Giffey: The Evolution of a Workers' Rights and Peace Activist

EnlargeMembers of Obreros Unidos (United Workers) march from Wautoma to Madison on Highway 21 to petition lawmakers to hold farms and food industry corporations accountable for better working conditions for migrant farm workers.

Salas and Sanchez Leading March to Madison, 1966

Wautoma, Wisconsin. 30 marchers of Obreros Unidos (United Workers) march from Wautoma to Madison on Highway 21 to petition lawmakers to hold farms and food industry corporations accountable for better working conditions for migrant farm workers. View the original source document: WHI 92280

Since 1961 David Giffey has worked as a staff writer, photojournalist and freelance correspondent for a variety of newspapers, magazines, and radio news outlets. His professional career began in 1965-66 in Vietnam, where he was a combat journalist for The American Traveler, a U.S. Army newspaper. Prior to that he had been a wire editor for the Oshkosh Daily Northwestern and an assistant editor at the Fort Riley Post.

When he returned to Wisconsin, Giffey became involved with Obreros Unidos (United Workers) and the migrant farm worker labor movement. He says his approach to photography and journalism was "specifically intended to advance the cause of farm workers." His philosophical and political interests drew him not only toward the farm worker movement but also alternative media and the peace movement.

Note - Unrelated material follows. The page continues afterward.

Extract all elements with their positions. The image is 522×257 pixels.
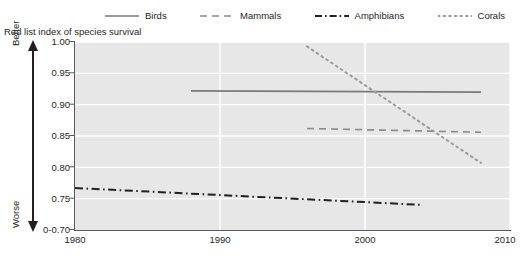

After three decades of activism, Giffey created a traveling exhibit in 1998 called "Struggle for Justice: The Migrant Farm Worker Labor Movement in Wisconsin." It included black-and-white photographs, Spanish and English text blocks, and supplementary information such as maps and news stories. Two years later he edited another of his photographic collections, "The People's Stories of South Madison."

Giffey's Formative Years

David Giffey was born December 20, 1941, in Fond du Lac. He grew up on a small dairy farm and attended a one-room schoolhouse. While working as a young man in nearby corn and peas canning factories, he became acquainted with migrant workers from Texas, Mexico, the South, Jamaica and Barbados. In 1959, while in college, he befriended members of the Jesús Salas family who had moved to Wisconsin from Texas.

At the same time, Giffey became politically active. He worked for John F. Kennedy's 1960 presidential campaign and introduced JFK when the future president came to speak on his college campus. From 1966-1969 Giffey covered congressional and presidential candidates such as Eugene McCarthy, Richard Nixon, George Romney and George Wallace.

In addition to photography, Giffey has worked as a visual artist, painter and muralist for churches and public buildings. He was also the founder and instructor for the Boys & Girls Club of Dane County's "Youth Journal" from 2000-2010.